The whole devolution debate has also been skewed towards accommodating the demands of terrorists. No system of government should be decided at gunpoint. Why the Indian system works is because a constitution was put in place and nobody is allowed to detract from it. Dr B.R.Ambedkar, the architect of the Indian constitution, devolved certain powers to the linguistic regions because that was the only way a huge and unwieldy country like India could be governed. Likewise, the foremost place should be given to practical considerations and not to titillating one community or another. When Jawaharlal Nehru introduced anti-secession provisions into the Indian constitution, the politicians in Tamil Nadu at that time who were for separatism would not have been happy; but they fell in line nevertheless. A state sometimes has to curb the ‘aspirations’ of some sections of the population. Otherwise it would be impossible to govern.
The next Tamil leadership to come up, if they are wise, will concentrate on getting outstanding grievances such as the implementation of the language provisions in the constitution addressed instead of running behind unattainable ‘aspirations’. Aspirations are open ended, and there is no way that Tamil, Sinhalese and Muslim aspirations can practically be fulfilled. Aspirations, is a term that should no longer be in the vocabulary of Sri Lankan Tamil leaders. And when it comes to rights, this should be equal rights with the Sinhalese and the Muslims and not to enjoy rights which are not enjoyed by other communities.

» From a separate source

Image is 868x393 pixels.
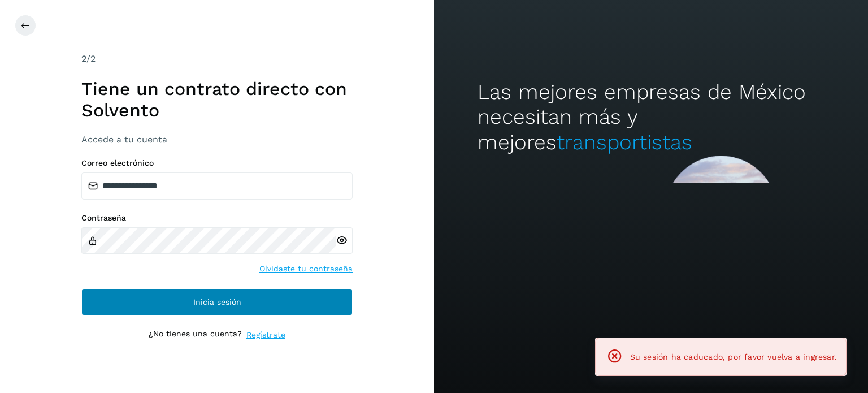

The success of the LTTE gave many otherwise level headed Tamils unrealistic hopes. Those like Chelvanayagam and Amirthlingam did not have the benefit of seeing the LTTE, the most formidable terrorist group in the world, getting a drubbing the likes of which was unprecedented in the annals of world history. Had Chelvanayagam and Amirthlingam had the benefit of this experience, their projections may have been more realistic. What we have is not a direct democracy as in the city states of Greece. What we have is a representative democracy, which leaves room for demagogues and adventurers to foist themselves on the people as their leaders. For sixty years the Tamil people have been used as pawns by various unsuccessful adventurers in an attempt to crown themselves King. If this does not change at least now, there will be no hope for the Tamil community. What the northern Tamils should do is to look at the Tamil communities of Malaysia, India, and South Africa for inspiration and guidance on how to handle the post-Prabhakaran scenario.